Over the past year, we have been hacking on SlikSafe [1] a Dropbox alternative where all your data is first encrypted on your own device and then stored on decentralized storage.
Some features we're most excited about are -
- multi-device data sync,
- auto-backups via desktop apps,
- search your docs by name or contents with end-to-end encryption,
- easy sharing via email, QR-code or private-link,
- Password-less login using MetaMask/Phantom
We leverage storage providers IPFS and Storj for global redundancy, reliability, and immutability.You can use our web app [2] and macOS app [3] today. Our desktop app for Windows is currently in beta, and will be launched in early Jan.
You can read our WhitePaper [4] for the technical implementation, or see a quick demo [5] of the product.
Would love to hear what you think.
Arpit, Charvi
[1] SlikSafe: https://www.sliksafe.com
[2] Web app: https://app.sliksafe.com
[3] macOS app: https://sliksafe.com/downloads
[4] WhitePaper: https://sliksafe.com/whitepaper.pdf
[5] Demo video: https://www.loom.com/share/abe133c4ce874655a952a30601e99408
And, perhaps more interestingly, why would this become popular where BT Sync failed to live up to the hype?

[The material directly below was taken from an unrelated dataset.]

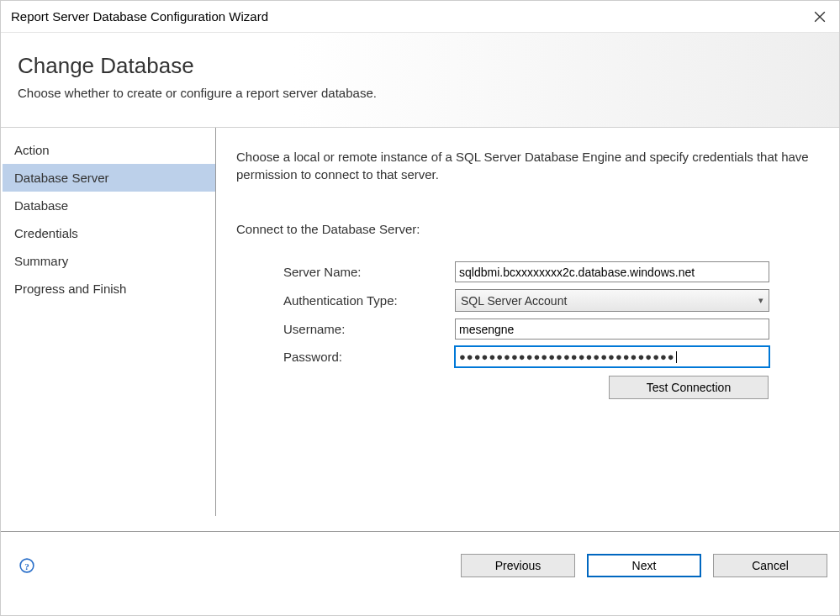 This screenshot has height=616, width=840. I want to click on server-name-label: Server Name:, so click(346, 272).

Furthermore, storage can be paid for by crypto. Does this mean the storage is linked to some kind of cryptocurrency, or is there some kind of central payment system that converts crypto into actual value in the system?
However, we also have an email sharing solution already integrated into the app which uses public-key cryptography. This is protected from accidental leaks as you correctly pointed out.
Thanks for the feedback, we would update our WhitePaper with the details from above, and also indicate that to users in the UI - so that it scares people less! ;)
If a passphrase was lost, the security of every past file would be at risk.
This is what has kept me from approaches like this in the past.
For me the problem with IPFS is - it is just not interesting enough. It's not a storage solution, it is distribution and caching mechanism. You can't really upload to IPFS, you can only publish via IPFS - the same way you publish via HTTP.
I'm trying to decode the trend for decentralized services. If you have a sec:
Q1: In your case, why did you opt for decentralized storage?
Q2: Which benefits do I get as a consumer that I wouldn't if this was encoded, but centralized with a lot of redundance?
Don't take me the wrong way, really trying to understand where this is all going.
Cheers
1) a Linux app
2) an Android app
3) on-demand syncing, aka "smart sync"
I think the bigger problem is that both iOS and Android are doing everything they can to deprecate the concept of a filesystem. Android has a history of killing filesystem features, receiving tons of developer backlash, and then hacking in workarounds with reduced performance. I think the writing is on the wall.
In my experience, porting general purpose tools to Android is a nightmare.
Hopefully something like pinephone gets good enough before things are too bad.
The keywords (along with other file metadata) are also encrypted using the user's key, so analyzing access patterns of the chunks, would not be possible for us.
Not that every leakage is critical, for example if you write chunks when the user uploads a file the client just leaked that an upload happened, it also leaked how much data was written. Depending on the use case this might not lead to sensitive information leakage. It however might, for example if a hospital has an app that let's you download information about your disease an adversary could leak which disease you have without compromising the encryption.
The most advanced technique of hiding which chunks are accessed, or whether they are written or read is called ORAM. ORAM makes chunk accesses indistinguishable, however this technique has a logarithmic overhead, it fails to hide how many chunks are accessed, and it is also hard to design a search protocol on top of it that does not create patterns in the ORAM accesses, which can be also analyzed.
A practical solution is a search protocol that tries to decouple the results from the accesses.
https://www.researchgate.net/publication/356077294_Access_Pa...
This paper is just an idea, I'm designing a different protocol that is more efficient, but requires persistent client cache, which is just becoming a reality for web clients.
Until you all are coerced by some legal authority to code a passphrase intercept into the client ala ProtonMail, right?
The encrypted file metadata (and the search indices) are downloaded at once. It is then decrypted using the user's key on device. The user then performs a client side search to get the relevant file-ids. The file-ids are then used to retrieve retrieve the file from the decentralized storage.
Feel free to read more implementation details in our WhitePaper - https://sliksafe.com/whitepaper.pdf
(A malicious employee could do such a thing, or you could be legally obligated to do so in order to continue operating in certain jurisdictions.)
How do you prevent yourself from serving a compromised iOS/Android/Mac/Windows app? Same answer.
For app store based distribution, the developers can set up a deterministic build, and end users can verify the checksum of the package matches the developer’s published source code (signal supports this).